Monday, January 10, 2022

How to Edit an Art Video

The upcoming issue of International Artist Magazine has my top tips for making art videos.

For example, here's what I suggest in the section on Editing:

Don’t waste the viewer’s time.
✅ Do cut anything that doesn’t advance the story.

Don’t hide your reference.
✅ Do show a short video clip of the scene you’re looking at or the photo you’re working from. To save cutting, put the subject and painting side by side in split-screen mode.

Don’t use gimmicky transitions.
✅ Do use straight cuts, dissolves (to suggest time passing between similar shots), and fade-to-black (for an interruption or shift in story).

Don’t leave out key steps, but at the other extreme, don’t be tedious.
✅ Do capture the key moments when you make noticeable changes. Show the steps along the way, without any large leaps. If there’s a part of the process that’s repetitive or boring, just include a representative segment of it, and then dissolve between clips of it at various stages, or speed up the playback.

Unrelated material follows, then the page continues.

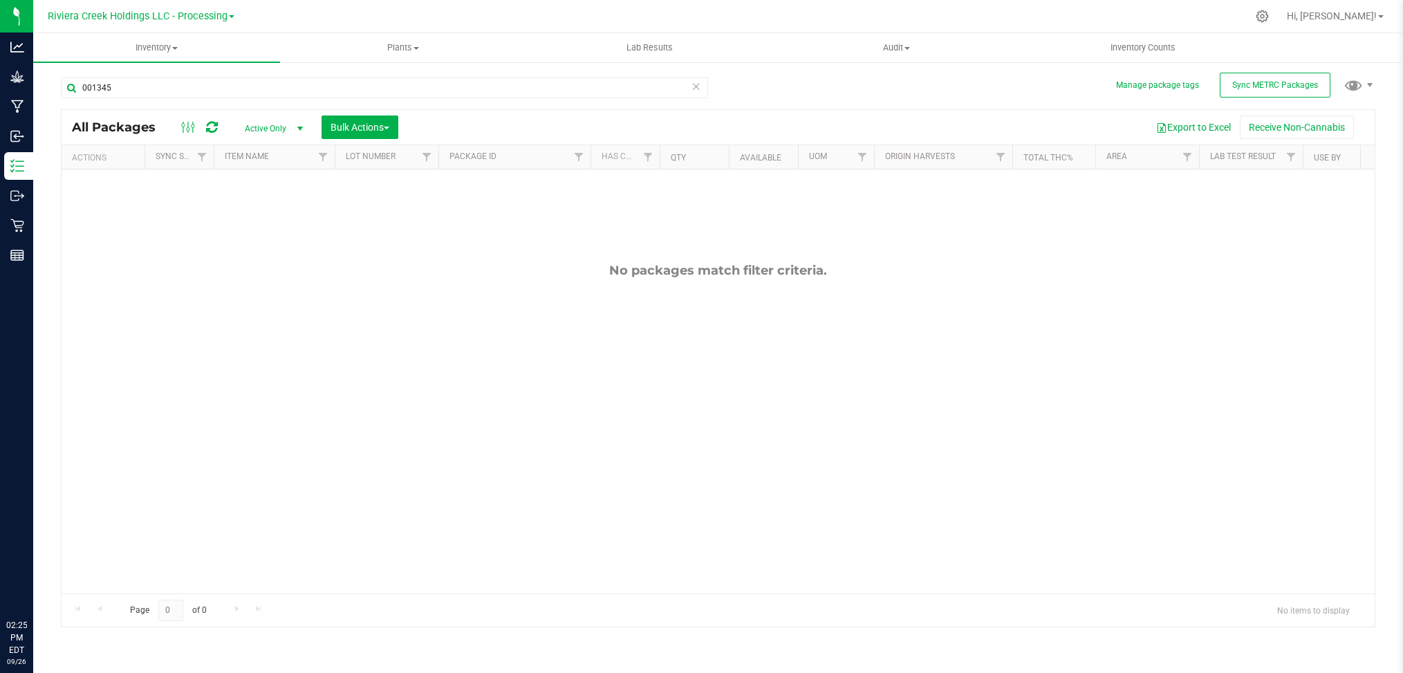 Image resolution: width=1403 pixels, height=673 pixels. What do you see at coordinates (385, 88) in the screenshot?
I see `input: Search Package ID, Item Name, SKU, Lot or Part Number...` at bounding box center [385, 88].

Don’t just show off and make it look easy.
✅ Do share your mistakes. Show how to fix them. It goes against the presenter’s instincts to switch on the camera when things screw up, but it makes for better instruction and better storytelling. As YouTube community member Travis Noble said: “Watching an expert make mistakes is the best part of an art tutorial, because you learn truly what makes the difference between an expert and beginner is not in the mistakes but how they recover from them.”

I learned a lot from the 200+ user comments from on my YouTube Community page. Thanks to all who contributed.

The article is in issue #143 (Feb/March 2022) of International Artist Magazine.